Phase 1: Create Payment (Synchronous)

  1. User requests payment creation via BFF → Core
  2. Core selects an available integration account (makeUseAccount) and links it to the user (assignAccount)
  3. Core creates a PaymentIntent with status CREATED including platform fee configuration
  4. Returns the deposit address, amount, and currency to the user

Phase 2: Transaction Detected → ACCEPTED Pipeline (Asynchronous) 5. External Integration receives a webhook with a blockchain transaction 6. It parses the transaction, saves it with transfers, and publishes a JetStream TRANSACTION event with status ACCEPTED 7. Core receives the event and runs the pipeline: - Handler (AcceptedHandler): finds payments matching transfers by (to, currency) in status CREATED, marks them CONFIRMING - Projector (AcceptedProjector): filters transfers to only those involving known integration accounts, then runs PaymentConverterEngine - Converters (ExactPayment, Overpay, Underpay, etc.): match transfers to payment intents but produce only HOLD_IN changes — incoming holds with txStatus=TX_ACCEPTED. No credits, no fees at this stage. 8. Core sends HOLD_IN changes to Ledger → Ledger applies → publishes BALANCE_UPDATED 9. ChangePaymentStatusInteractor receives the event but does nothing — it only reacts to TX_CONFIRMED events. Payment stays in CONFIRMING.

Phase 3: Confirmation → CONFIRMED Pipeline (Asynchronous) 10. When the transaction is confirmed on-chain, EIS publishes TRANSACTION event with status CONFIRMED 11. Core runs the same pipeline with the same converters, but now the converters detect CONFIRMED status and produce the full set of changes: - RELEASE_HOLD_IN — release the incoming holds placed at ACCEPTED - CREDIT — real balance credit to user's platform account and integration account - PLATFORM_FEE_ACCRUED + DEBIT — platform fee processing (if configured) 12. Ledger applies all changes, publishes BALANCE_UPDATED 13. ChangePaymentStatusInteractor now finds matching TX_CONFIRMED events and sets the final status: - CREDIT found → COMPLETED - HOLD with reason UNDERPAYUNDERPAY - HOLD with reason OVERPAYOVERPAY

Payment Status Progression: CREATEDCONFIRMINGCOMPLETED / UNDERPAY / OVERPAY

Key: Same Converters, Two Behaviors Each payment converter (ExactPayment, Overpay, Underpay, etc.) handles both ACCEPTED and CONFIRMED in a single execute() method.

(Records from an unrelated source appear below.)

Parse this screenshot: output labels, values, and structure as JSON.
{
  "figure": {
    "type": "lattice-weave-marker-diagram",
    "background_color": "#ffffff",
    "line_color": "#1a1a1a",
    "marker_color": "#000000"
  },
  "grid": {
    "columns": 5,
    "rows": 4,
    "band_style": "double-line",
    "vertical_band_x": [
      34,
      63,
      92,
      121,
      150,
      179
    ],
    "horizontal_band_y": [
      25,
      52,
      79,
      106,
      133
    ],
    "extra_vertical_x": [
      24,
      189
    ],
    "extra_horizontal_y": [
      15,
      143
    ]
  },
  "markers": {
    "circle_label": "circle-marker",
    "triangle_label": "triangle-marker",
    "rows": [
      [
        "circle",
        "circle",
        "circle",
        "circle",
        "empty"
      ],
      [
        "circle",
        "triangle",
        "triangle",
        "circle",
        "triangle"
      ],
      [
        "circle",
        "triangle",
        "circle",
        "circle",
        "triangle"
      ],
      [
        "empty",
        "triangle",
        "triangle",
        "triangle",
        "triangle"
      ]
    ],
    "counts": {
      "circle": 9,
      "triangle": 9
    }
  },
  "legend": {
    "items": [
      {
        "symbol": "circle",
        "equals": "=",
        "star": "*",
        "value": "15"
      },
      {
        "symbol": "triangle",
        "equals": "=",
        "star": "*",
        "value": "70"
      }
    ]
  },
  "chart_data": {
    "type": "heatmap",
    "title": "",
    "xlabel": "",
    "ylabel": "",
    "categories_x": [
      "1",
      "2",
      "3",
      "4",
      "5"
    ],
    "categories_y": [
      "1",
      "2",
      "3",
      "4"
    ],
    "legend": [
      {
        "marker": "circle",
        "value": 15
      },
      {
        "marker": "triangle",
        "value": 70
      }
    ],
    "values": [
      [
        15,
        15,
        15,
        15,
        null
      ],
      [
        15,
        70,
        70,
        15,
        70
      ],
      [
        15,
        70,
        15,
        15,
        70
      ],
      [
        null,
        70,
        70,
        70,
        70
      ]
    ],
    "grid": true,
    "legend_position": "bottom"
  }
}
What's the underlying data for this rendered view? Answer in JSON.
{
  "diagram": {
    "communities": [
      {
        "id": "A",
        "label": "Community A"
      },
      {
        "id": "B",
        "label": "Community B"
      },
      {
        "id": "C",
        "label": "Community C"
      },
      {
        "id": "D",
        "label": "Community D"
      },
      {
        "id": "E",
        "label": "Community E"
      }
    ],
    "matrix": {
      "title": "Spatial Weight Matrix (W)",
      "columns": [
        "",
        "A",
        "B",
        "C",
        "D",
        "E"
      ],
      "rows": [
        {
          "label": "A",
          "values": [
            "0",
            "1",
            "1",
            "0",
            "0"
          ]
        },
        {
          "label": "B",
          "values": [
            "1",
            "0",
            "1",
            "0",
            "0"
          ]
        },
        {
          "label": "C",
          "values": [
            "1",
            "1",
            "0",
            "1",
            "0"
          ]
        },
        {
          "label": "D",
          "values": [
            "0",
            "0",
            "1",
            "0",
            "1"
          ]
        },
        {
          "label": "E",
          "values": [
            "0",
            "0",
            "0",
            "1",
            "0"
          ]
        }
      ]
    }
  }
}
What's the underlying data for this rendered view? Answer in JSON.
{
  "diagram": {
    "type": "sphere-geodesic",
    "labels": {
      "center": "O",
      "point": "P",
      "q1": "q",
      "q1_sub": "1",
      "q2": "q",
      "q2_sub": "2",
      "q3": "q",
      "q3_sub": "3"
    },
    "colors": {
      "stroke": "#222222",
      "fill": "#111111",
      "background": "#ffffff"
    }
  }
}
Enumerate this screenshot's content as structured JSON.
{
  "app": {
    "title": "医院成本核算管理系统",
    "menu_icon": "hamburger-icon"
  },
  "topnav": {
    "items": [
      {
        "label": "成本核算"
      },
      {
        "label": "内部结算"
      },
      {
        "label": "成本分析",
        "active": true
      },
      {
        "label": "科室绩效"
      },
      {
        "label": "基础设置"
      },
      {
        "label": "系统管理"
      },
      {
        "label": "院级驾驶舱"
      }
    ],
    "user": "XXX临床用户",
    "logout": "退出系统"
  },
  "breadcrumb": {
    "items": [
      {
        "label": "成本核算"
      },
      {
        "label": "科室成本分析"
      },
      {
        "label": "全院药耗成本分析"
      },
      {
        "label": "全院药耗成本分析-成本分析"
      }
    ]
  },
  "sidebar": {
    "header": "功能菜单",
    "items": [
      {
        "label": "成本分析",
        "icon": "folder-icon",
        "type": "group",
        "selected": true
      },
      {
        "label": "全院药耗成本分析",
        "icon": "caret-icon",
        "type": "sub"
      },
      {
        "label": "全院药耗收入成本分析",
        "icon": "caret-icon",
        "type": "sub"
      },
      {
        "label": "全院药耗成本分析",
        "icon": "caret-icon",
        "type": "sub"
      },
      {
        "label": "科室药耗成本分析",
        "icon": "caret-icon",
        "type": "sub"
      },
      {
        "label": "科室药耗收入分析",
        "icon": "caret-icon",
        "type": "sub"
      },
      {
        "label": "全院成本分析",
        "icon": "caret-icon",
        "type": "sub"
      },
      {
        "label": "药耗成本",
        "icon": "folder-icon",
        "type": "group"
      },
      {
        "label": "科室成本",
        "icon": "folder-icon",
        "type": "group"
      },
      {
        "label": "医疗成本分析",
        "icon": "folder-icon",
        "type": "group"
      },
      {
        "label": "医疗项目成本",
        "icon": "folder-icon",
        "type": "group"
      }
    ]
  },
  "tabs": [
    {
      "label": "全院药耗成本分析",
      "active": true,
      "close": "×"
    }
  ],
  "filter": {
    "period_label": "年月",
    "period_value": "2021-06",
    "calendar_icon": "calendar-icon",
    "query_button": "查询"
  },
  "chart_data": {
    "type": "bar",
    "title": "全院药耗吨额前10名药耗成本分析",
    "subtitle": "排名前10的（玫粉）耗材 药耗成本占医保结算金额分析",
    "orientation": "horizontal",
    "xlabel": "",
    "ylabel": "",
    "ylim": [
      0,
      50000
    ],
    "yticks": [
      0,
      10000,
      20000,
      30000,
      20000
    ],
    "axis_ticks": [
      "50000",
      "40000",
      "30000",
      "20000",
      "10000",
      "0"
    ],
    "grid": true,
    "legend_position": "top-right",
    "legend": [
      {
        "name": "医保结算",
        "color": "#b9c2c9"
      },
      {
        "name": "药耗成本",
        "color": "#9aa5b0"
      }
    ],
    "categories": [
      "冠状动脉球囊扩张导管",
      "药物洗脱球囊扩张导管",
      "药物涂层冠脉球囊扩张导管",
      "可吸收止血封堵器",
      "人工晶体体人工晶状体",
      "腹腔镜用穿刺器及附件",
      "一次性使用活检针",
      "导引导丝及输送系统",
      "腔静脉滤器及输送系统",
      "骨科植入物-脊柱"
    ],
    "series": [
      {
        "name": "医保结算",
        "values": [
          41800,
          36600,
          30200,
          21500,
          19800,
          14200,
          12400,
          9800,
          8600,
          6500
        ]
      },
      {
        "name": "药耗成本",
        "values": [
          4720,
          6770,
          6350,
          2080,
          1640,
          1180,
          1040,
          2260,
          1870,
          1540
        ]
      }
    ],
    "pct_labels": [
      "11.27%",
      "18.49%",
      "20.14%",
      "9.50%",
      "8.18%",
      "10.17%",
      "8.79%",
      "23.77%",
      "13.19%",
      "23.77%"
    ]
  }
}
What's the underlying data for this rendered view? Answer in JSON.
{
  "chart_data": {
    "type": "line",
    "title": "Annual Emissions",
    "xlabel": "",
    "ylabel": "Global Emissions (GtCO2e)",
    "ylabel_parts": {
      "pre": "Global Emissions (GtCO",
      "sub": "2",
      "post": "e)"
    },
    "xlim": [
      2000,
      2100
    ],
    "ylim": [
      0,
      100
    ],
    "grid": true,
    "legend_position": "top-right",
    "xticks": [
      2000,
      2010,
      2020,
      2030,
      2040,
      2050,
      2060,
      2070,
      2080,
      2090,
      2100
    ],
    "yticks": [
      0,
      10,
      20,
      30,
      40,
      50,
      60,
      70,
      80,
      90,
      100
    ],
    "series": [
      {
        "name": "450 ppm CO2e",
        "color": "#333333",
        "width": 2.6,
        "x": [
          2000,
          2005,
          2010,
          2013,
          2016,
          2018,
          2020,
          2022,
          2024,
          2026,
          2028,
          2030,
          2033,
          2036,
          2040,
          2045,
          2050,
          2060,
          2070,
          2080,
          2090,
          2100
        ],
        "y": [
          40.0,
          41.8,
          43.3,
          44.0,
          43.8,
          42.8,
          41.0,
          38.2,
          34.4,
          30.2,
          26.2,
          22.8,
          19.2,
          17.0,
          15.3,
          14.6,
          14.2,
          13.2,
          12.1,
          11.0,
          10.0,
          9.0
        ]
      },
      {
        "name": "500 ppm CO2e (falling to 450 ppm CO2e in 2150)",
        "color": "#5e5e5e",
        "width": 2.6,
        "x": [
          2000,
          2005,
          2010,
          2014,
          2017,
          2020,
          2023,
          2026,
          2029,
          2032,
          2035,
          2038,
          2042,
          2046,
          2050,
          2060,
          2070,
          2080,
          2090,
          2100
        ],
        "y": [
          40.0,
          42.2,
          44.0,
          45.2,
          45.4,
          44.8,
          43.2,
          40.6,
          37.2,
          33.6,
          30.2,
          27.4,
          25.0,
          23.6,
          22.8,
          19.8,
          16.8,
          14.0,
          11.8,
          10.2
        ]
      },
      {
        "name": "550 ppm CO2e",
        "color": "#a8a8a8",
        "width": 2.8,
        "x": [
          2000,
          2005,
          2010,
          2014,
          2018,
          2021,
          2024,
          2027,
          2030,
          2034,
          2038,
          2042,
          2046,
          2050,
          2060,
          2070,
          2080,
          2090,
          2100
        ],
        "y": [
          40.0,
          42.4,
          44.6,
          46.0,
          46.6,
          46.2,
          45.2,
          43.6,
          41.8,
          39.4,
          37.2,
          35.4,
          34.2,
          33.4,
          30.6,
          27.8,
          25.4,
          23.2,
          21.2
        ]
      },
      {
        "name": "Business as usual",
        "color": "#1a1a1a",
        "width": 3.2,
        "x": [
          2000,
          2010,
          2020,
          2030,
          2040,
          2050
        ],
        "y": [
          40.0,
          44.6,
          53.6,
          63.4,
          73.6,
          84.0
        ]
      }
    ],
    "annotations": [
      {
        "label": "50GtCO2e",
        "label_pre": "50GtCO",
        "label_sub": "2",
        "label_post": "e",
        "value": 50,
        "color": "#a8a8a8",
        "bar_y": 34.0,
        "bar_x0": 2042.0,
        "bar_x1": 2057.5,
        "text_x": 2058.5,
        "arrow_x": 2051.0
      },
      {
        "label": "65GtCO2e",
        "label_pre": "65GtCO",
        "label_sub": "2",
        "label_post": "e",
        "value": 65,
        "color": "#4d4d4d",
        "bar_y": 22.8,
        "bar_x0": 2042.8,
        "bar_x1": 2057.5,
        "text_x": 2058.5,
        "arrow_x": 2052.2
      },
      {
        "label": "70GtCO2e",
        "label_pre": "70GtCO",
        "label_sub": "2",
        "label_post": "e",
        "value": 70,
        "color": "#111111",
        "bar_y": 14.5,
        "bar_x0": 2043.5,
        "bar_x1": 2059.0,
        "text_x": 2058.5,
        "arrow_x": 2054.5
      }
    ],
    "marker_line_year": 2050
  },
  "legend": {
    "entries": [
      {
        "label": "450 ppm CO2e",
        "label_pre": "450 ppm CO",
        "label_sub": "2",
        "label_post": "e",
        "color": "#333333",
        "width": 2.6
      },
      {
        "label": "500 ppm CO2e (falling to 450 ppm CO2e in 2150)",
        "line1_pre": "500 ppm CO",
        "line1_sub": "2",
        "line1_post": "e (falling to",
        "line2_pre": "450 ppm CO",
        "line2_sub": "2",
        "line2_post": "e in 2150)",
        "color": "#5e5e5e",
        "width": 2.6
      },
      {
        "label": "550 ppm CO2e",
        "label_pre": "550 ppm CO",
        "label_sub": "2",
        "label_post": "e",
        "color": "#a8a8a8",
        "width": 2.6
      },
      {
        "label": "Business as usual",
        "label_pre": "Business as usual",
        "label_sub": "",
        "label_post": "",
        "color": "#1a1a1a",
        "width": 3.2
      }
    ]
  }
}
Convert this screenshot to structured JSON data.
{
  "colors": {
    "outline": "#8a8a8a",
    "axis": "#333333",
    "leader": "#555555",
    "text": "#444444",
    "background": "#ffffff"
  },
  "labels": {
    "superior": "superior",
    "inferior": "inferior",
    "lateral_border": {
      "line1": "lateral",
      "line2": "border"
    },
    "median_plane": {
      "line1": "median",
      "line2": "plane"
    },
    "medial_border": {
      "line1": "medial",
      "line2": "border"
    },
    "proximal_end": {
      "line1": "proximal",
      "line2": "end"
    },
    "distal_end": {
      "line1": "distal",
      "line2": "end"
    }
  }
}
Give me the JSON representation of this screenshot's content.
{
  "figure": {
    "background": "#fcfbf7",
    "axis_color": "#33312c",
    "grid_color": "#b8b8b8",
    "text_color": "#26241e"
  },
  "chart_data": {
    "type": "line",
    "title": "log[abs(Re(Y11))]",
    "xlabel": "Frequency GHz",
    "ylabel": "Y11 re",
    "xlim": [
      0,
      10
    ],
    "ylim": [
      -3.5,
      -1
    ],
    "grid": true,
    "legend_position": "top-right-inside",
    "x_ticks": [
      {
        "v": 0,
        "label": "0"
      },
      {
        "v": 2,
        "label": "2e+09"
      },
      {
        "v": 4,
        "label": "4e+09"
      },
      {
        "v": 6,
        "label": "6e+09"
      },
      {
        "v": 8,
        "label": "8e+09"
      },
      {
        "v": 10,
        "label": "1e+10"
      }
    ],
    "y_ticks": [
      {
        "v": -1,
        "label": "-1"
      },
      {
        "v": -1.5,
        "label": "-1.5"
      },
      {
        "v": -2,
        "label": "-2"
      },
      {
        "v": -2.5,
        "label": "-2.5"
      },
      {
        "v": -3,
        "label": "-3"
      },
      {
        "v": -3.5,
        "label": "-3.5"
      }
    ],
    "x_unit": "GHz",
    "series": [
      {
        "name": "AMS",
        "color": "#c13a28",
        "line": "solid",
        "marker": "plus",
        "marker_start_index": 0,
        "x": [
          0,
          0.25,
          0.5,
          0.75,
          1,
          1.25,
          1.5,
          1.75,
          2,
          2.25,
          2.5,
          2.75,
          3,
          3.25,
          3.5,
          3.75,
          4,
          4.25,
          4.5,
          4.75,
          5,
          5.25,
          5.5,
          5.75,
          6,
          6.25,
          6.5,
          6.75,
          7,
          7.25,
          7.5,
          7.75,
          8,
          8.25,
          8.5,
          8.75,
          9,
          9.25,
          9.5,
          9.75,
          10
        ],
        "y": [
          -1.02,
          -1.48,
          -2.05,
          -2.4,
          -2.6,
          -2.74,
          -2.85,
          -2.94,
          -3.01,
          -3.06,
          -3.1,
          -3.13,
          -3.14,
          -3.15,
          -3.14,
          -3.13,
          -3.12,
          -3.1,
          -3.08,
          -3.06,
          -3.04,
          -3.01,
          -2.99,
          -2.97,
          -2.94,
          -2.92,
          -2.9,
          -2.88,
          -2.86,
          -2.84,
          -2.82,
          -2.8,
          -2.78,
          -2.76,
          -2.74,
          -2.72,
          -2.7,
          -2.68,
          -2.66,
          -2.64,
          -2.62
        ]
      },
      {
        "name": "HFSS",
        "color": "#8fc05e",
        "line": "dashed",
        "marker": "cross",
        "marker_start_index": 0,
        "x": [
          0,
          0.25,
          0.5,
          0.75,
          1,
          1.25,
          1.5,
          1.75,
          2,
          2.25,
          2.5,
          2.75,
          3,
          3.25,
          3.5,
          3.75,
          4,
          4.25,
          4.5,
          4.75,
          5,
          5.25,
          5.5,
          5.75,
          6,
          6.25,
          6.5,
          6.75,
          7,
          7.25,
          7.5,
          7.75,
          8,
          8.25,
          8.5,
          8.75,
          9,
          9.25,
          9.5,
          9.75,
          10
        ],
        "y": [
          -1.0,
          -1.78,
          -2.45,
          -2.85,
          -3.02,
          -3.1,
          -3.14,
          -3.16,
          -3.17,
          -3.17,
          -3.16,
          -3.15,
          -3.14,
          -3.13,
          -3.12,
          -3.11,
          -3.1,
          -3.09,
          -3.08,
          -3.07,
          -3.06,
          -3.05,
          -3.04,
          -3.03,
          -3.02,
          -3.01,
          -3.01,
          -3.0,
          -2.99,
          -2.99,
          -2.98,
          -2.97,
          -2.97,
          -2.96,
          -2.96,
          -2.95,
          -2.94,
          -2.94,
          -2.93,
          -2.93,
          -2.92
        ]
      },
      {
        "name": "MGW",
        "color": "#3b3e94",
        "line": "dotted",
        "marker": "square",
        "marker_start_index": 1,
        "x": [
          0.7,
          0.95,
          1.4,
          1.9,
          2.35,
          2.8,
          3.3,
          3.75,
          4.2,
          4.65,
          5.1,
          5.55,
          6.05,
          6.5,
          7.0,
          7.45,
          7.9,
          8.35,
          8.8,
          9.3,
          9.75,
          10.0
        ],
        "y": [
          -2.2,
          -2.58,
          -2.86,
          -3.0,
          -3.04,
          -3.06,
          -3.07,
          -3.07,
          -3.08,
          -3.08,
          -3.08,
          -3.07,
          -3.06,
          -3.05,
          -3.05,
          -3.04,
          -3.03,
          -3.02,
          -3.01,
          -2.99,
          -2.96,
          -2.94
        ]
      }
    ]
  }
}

The behavior switches based on transaction.status:

if (status === ACCEPTED)  → return [HOLD_IN]           // incoming hold, funds not yet verified
if (status === CONFIRMED) → return [RELEASE_HOLD_IN,   // release incoming holds
                                    CREDIT,             // real balance credit
                                    FEE changes]        // platform fee

Matching logic (which transfer belongs to which payment) is shared — the transaction phase only controls which balance operations are produced.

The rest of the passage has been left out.